Vulnerability, Stress, and Psychiatric Diatheses: A Hypothetical Model

Figure 2­1 depicts an integrative schema that conceptualizes the interplay of extrinsic and intrinsic factors with the schizophrenia diathesis. The basis for this formulation is the familiar stress-diathesis model of schizophrenia (Nuechterlein and Dawson 1984; Zubin and Spring 1977), supported by more recent understanding of the neuropsychological underpinnings of the pathophysiology of schizophrenia (Weinberger 1987).

In Figure 2­1, the vertical axis represents vulnerability to psychotic symptoms of the schizophrenic type and the horizontal axis depicts the proportion of the general population. At the far left, a tiny fraction of the population manifests a very high vulnerability to psychosis, with an everdecreasing loading for such risk moving to the right along the curve.

Only a fraction of 1% of the population express a vulnerability so great that a schizophrenic psychosis will emerge under virtually any level of life stress, no matter how minor.

However, several percent of the population have a meaningful but lesser degree of vulnerability, such that the schizophrenic psychosis will become manifest if a great enough stress is encountered to “push the patient over the brink.” This stress can come from any of a variety of sources and can be biological, psychological, or social.

The model depicted fits much of what we know about schizophrenia and what can influence its expression. If the fundamental vulnerability is genetic, additional biopsychosocial stressors might be poor maternal nutrition (associated with poverty), intrauterine viral infection, injuries during a difficult delivery, inadequate childhood nutrition, lack of normal childhood stimulation, lack of opportunity to learn protective interpersonal and coping skills, developmental experiences promoting intrapsychic conflicts, extreme psychic stress in adolescence/early adulthood (e.g., high “expressed emotion,” poverty, trauma, chaotic environments), and the biological, psychological, and social insults that may be associated with substance use and abuse.

Figure 2­1. Model of vulnerability, stress, and schizophrenic diathesis.
Integrative schema conceptualizing the interplay of extrinsic and intrinsic factors with the schizophrenic diathesis. Source. Reprinted with permission from Siris SG, Lavin MR: “Schizoaffective Disorder, Schizophreniform Disorder and Acute Psychotic Disorder (Including Brief Reactive Psychosis),” in Comprehensive Textbook of Psychiatry/VI, 6th Edition. Edited by Kaplan HI, Sadock BJ. Philadelphia, PA, Williams & Wilkins, 1995, pp. 1019­ 1031 (p.
1021). Copyright 1995, Williams & Wilkins.

Once the patient is “pushed over the brink” into psychosis, of course, the full physiological and biopsychosocial cascade of events is unleashed, representing the multivariate clinical course of schizophrenia.
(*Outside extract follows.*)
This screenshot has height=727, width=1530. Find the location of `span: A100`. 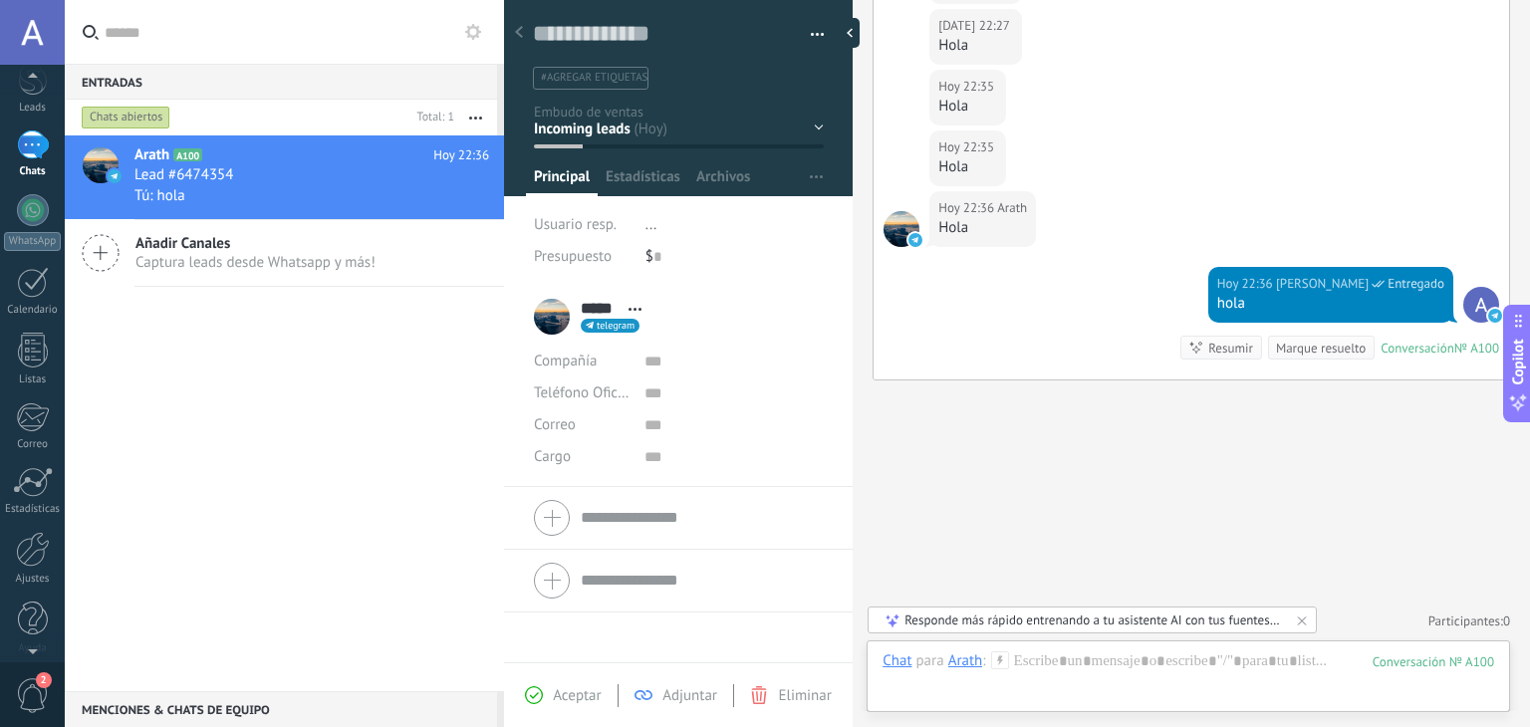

A novel integrative model posits that the diathesis for an independent psychiatric disorder may represent the stressor that can tip a person with an intermediate vulnerability over into the path of psychotic deterioration (Siris 1988; Siris and Lavin 1995). Thus, a person who has a diathesis for a major depressive disorder accompanying his or her intermediate diathesis for schizophrenia could be tipped over by the stress of the affective disorder into a schizophrenic psychosis.

Certainly, a person with depression is sorely stressed psychologically. It is not unreasonable to speculate that such a person is stressed biologically and socially as well.